The Boston Globe: May 30, 1995
By Steve Morse, GLOBE STAFF

  Juliana Hatfield wasn't joking. When she promised to rock more on this tour, she meant it. She headed in that direction on her new album, "Only Everything," and she steered down a similar high-decibel, guitar-rocking path last night at the sold-out Avalon club, where 1,500 fans caught a full-throttle show that cast aside any notion of her being a shy, innocent waif.
  Some songs needed more melody, and some would have profited from a better vocal mix, but Hatfield could not be accused of taking it easy in her homecoming appearance at the largest club in town. She'll do it again tonight (tickets still remain); and the openers will again be Jeff Buckley (son of famed 60s folkie Tim Buckley) and Bostonians Cold Water Flat, who each had moments of high, if not consistent, intensity.
  Hatfield, a Berklee College of Music graduate by way of Duxbury, has not sold as many records as expected with "Only Everything," which fell to no. 190 on the Billboard charts last week (after seven weeks of release). Acts such as Hatfield and Belly were supposed to be the next big modern-rock success stories (Belly even made the cover of Rolling Stone), but so far it hasn't happened.

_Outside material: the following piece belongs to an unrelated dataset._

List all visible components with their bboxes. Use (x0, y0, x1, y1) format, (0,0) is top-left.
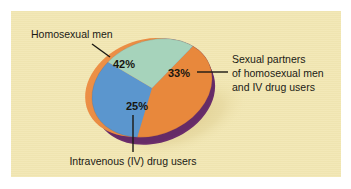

  Still, there's no shame in selling out Avalon-and there was no shame in last night's performance. In an anti-fashion statement, Hatfield emerged wearing a basic white t-shirt and bluejeans (looking as if she'd just left an auto body shop), but she played with a slashing drive that prompted some frenzied moshing up front. She said little between songs, but the music said it for her-keenly high-pitched vocals amid dense slabs of her guitar. She was aided by her regular rhythm section-drummer Todd Phillips, bassist Dean Fisher and two fine new members in second guitarist Ed Slanker and keyboardist Lisa Mednick.
  The new musicians helped flesh out the sound, which had a hammer-down energy from the start with "Idols"and "What a Life." Hatfield's girlish voice was overwhelmed at times by the volume, but showed increased power from previous visits. She ignited the mosh pit with "Fleur de Lys" and "Congratulation," with its spat-out line: "I don't know what I like, only what I don't." Deadline pressure made it impossible to catch her entire show, but her continued improvement was obvious.
  Buckley's hour-long set with a four-piece band was filled with extremes; some positive, some not. At tines he sang with far too much arch solemnity, sounding pretentiously like a reedy, cut-rate version of the Doors' Jim Morrison. Buckley was much better when he picked up the tempo on a surprise, punky cover of the MC5's "Kick Out the Jams' and on the radio hit, "Last Goodbye," where he played tasty slide guitar.
  Boston trio Cold Water Flat had many strong moments, though not enough strong songs. Still, singer Paul Janovitz sang with mounting confidence. And the closing "Magnetic North Pole" (the band's radio single) suggested that high potential remains.